With neither a water-feature nor a wind-chime in sight, my apartment is hardly a model of feng shui-informed design. That said, for years I have unwittingly obeyed some of its golden rules: my home is full of plants, my bed is not positioned under a window, my cupboards are clutter-free and, most importantly, I share this Zen palace with a fish - a magnificent, electric blue, long-finned Siamese fighting fish.
But don't let the good looks fool you, for as the name might imply, this fish has an appalling attitude, which I fear is redirecting any good energy straight off the balcony. Gills flare aggressively and fins flap flamenco-style every time I walk past the bowl, not to mention the constant surface-darting and aggressive bubble-blowing.
And though he lives in a beautiful, hand-blown glass bowl, with the usual furnishings of pebbles and plants, said fish lives alone, for he struggles to differentiate between friends and food. The male of the species, I discovered to my dismay, is known for killing and often eating those who invade his territory. How nice.
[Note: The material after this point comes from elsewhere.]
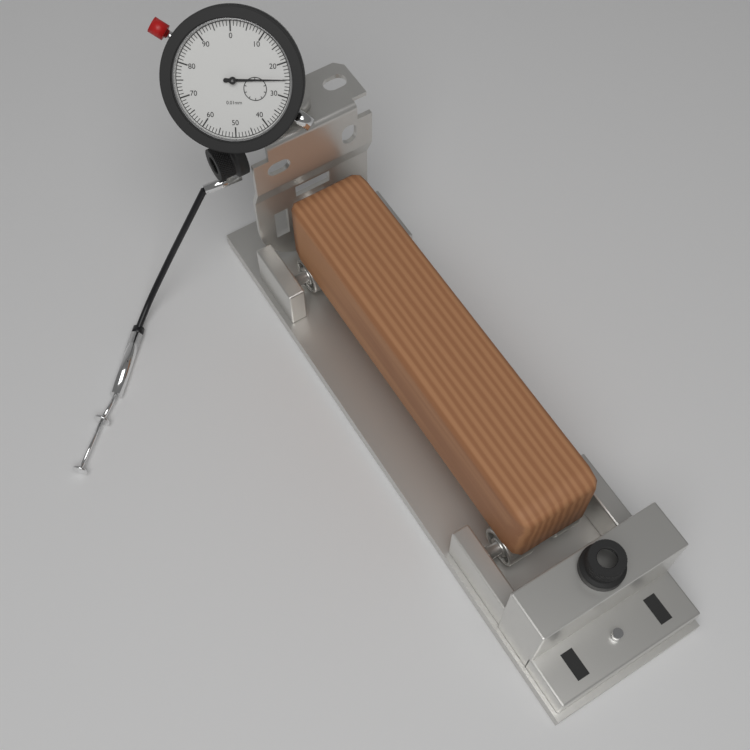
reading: 0.25 mm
However, I must perhaps take some responsibility for this creature's bad behaviour. Being unfamiliar with Betta Splendens as I was when the kind gentleman at the garden centre handed me a tub of regular fish food, I presumed that it would do. Not so. For a week, my finned friend devoured the morsels at lightning speed only to promptly spit the flakes back out in disgust. A quick Google search informed me that gourmet food was called for and now the carnivorous feeder feasts on delicious pellets of wheat flour and bloodworms.
Some might call it justice that these bright red pellets, which are as small as salt granules, often find their way into my coffee and stick like fairy dust to my clothes. I suppose I should count myself lucky that the fish doesn't crave its ancestral diet of mosquito larvae from the rice paddies of Thailand.
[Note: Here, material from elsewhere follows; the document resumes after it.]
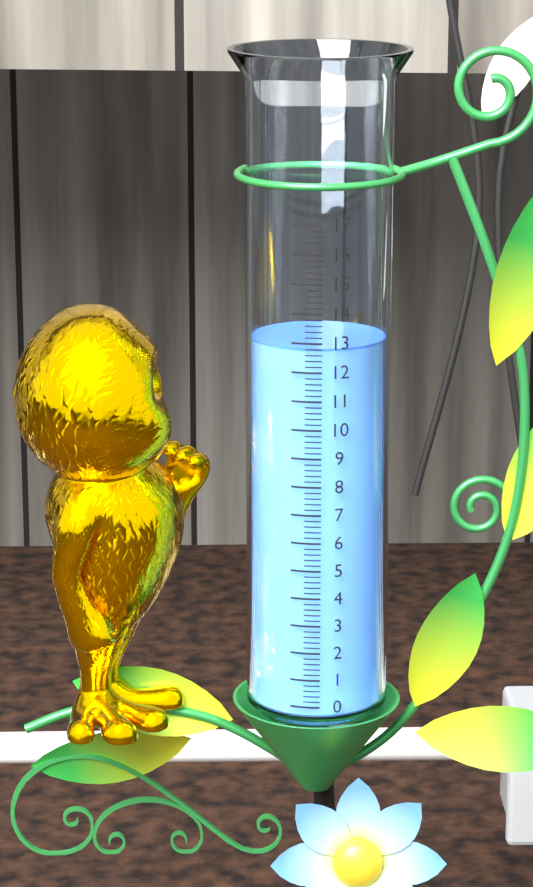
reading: 12.8 (no unit)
Despite his improved diet, this fish was still six centimetres of pure aggression. Another internet search revealed one potential reason why: according to feng shui masters, aquariums will never bring harmony to a home if positioned in the kitchen or the bedroom. By artistically arranging my fish bowl on the edge of a long marbled kitchen counter I had, in fact, channelled the House of Horrors rather than Little House on the Prairie.